Hundreds of Calgarians gather at city hall for 'Stop the UCP' rally
Protest focuses on bills targeting gender-affirming care for youth
More than 1,000 Calgarians showed up at city hall Saturday to protest against the United Conservative government.
The "Stop the UCP" rally, organized by Trans Action Alberta and Queer Citizens United, ran from about 4 p.m. to 6 p.m. and featured speakers including NDP Leader Naheed Nenshi.
The Alberta government introduced bills earlier this week to prohibit minors from receiving certain types of gender-affirming care, require parents be notified when a child wants to use a different name or pronoun in the classroom, and also require that parents opt-in before their children are taught about sex in class.
Another bill is designed to address the participation of transgender athletes in sport.
Egale Canada and the Skipping Stone Foundation are responding to the province's introduced legislation by taking legal action, the organizations said.
Victoria Bucholtz, an organizer with Momentum Canada, Trans Action Alberta and Queer Citizens United, told CBC News the protest Saturday was not just about fighting against those bills and supporting trans rights in Alberta.
"We're here because of schools that need funding, that need teachers who are ... being paid a living wage for the vital care that they provide our students," Bucholtz said. "We're here because we're seeing doctors not supported, nurses not supported. This is a broad coalition of Albertans who are saying 'this government is not serving us.'"
She added protestors are calling on the provincial government to stop introducing policies that politicize the lives of trans people.
"Stick to your mandate. Fund the schools, fund health care and leave trans people alone."
Bucholtz said the province should leave the health care of trans youth to doctors and stay out of the relationships between trans youth and their teachers.
"Return social transition to those trans kids who, as they're coming out, may come out to a teacher before they come out to a parent, or vice versa," she said. "Let that process develop naturally instead of including government provisions in that."
Bucholtz said this was the broadest rally she and the groups she represents have ever organized.
She said there has been massive support from groups including the United Nurses of Alberta, Friends of Medicare, the Alberta Teachers' Association and the Canadian Union of Public Employees (CUPE) Alberta, among others.
The "Stop the UCP" rally coincided with the UCP's annual general meeting in Red Deer, Alta., where Premier Danielle Smith received 91.5 per cent support for her leadership from those who voted.
Bucholtz said the hundreds who gathered in Calgary wanted to send a message that, as Smith and the UCP are celebrating her leadership, there a lot of people who are not happy with how the province is being run.
Referring to Smith's comments during a news conference on Thursday, where the premier tied the actions of doctors to the current opioid crisis, Bucholtz said Smith was out of line.
Smith claimed that, because doctors were inappropriately prescribing opioids, it led to the current fentanyl crisis, a statement that Alberta doctors rebuked.
"Danielle Smith was very pithy saying that doctors aren't always right. I don't think politicians have the greatest track record when it comes to health care decisions either," she said.
Rory Gill, the president of CUPE Alberta, attended the rally. He said unions like his will stand with the province's trans community because the policies that the UCP is introducing are discriminatory.
"For unions, this is a workers' issue, because these vile and despicable bills will be compelling workers to discriminate against trans and non-binary youth and trans and non-binary people," he said.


» TASK STATEMENT: Without any pictures, copy the records below once more, exactly as they are.

» GIVEN DATA:
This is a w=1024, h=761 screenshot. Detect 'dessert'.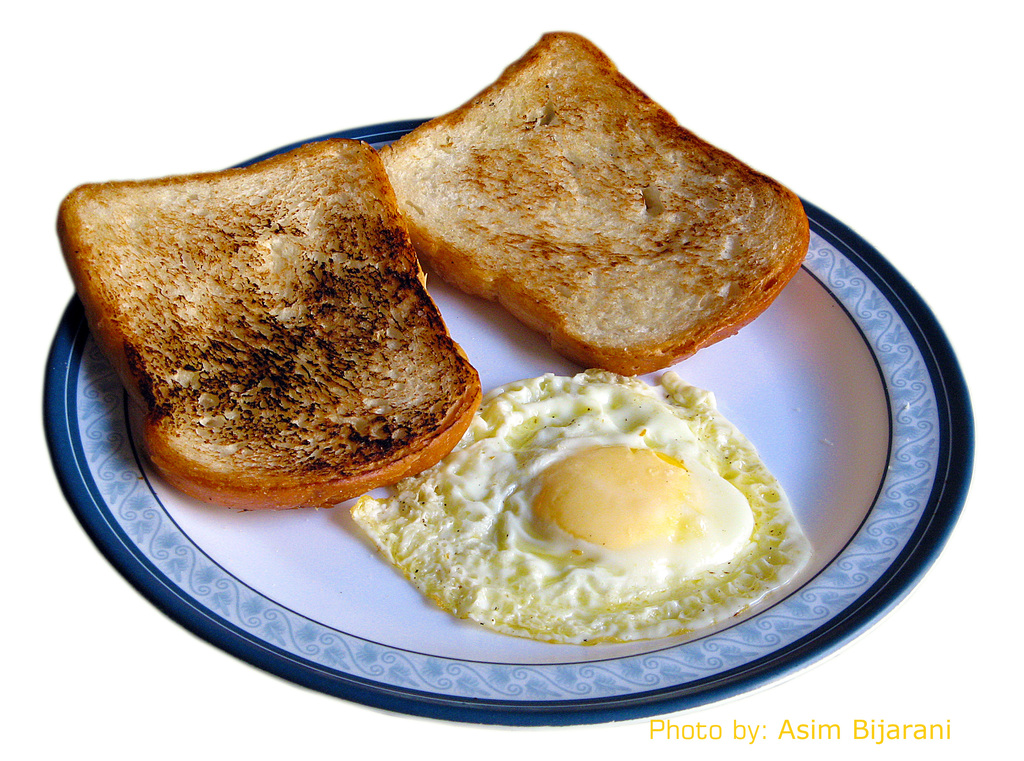
[left=361, top=385, right=810, bottom=665].
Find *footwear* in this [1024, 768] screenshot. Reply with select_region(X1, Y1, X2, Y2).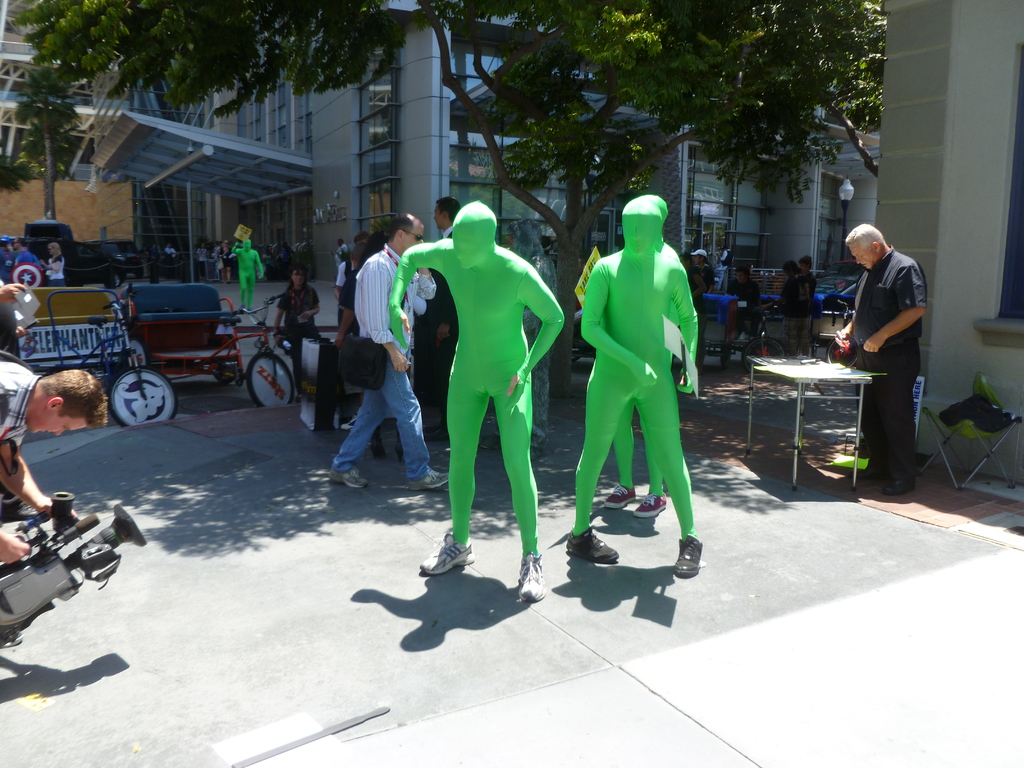
select_region(516, 550, 545, 604).
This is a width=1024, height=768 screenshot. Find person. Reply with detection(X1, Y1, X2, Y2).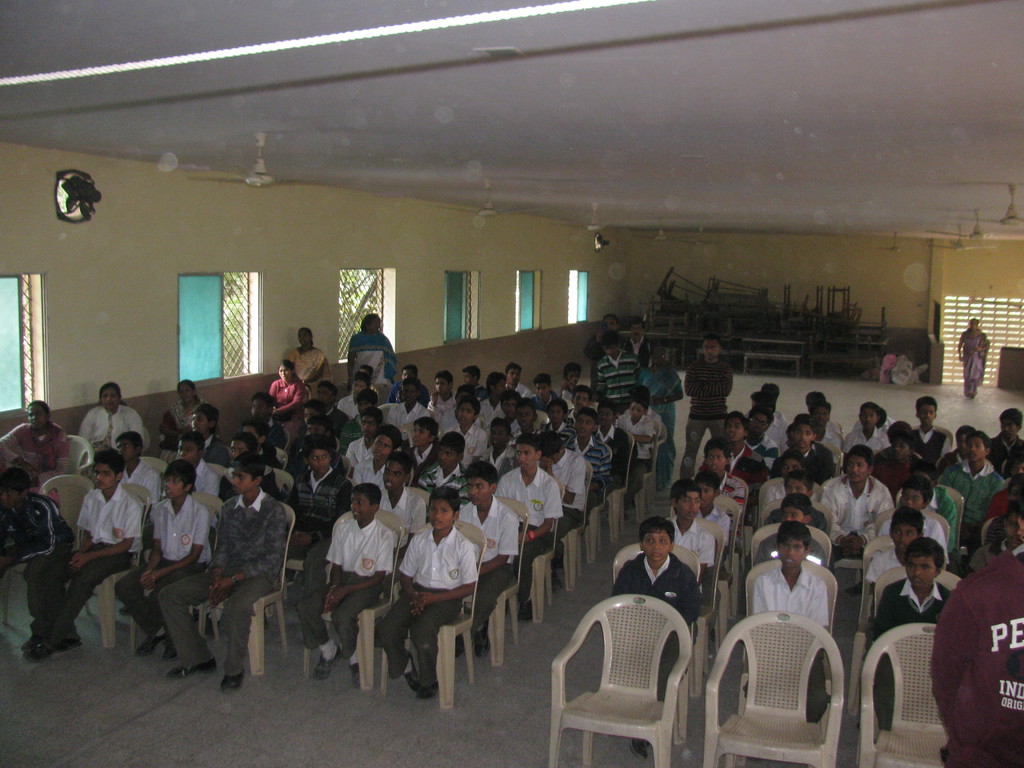
detection(290, 483, 388, 688).
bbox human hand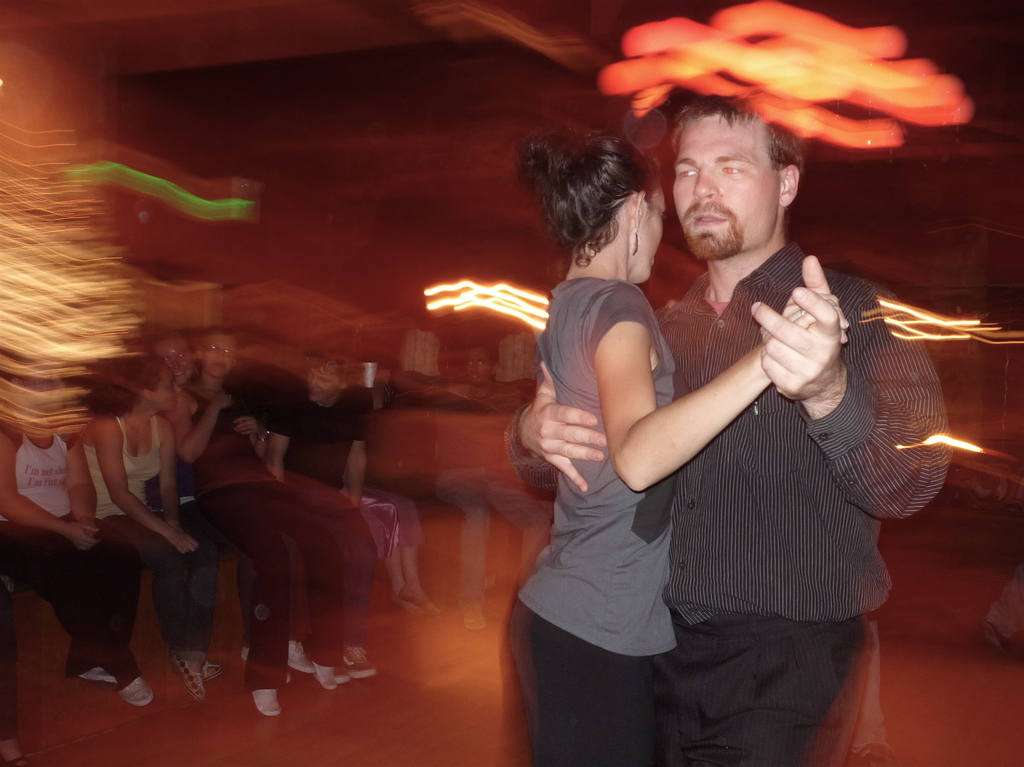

» ANSWER BELOW:
This is a w=1024, h=761 screenshot. Detect 'dessert'.
[left=361, top=385, right=810, bottom=665].
Find *footwear* in this [1024, 768] screenshot. Reply with select_region(X1, Y1, X2, Y2).
select_region(516, 550, 545, 604).
This is a width=1024, height=768 screenshot. Find person. Reply with detection(X1, Y1, X2, Y2).
detection(290, 483, 388, 688).
bbox human hand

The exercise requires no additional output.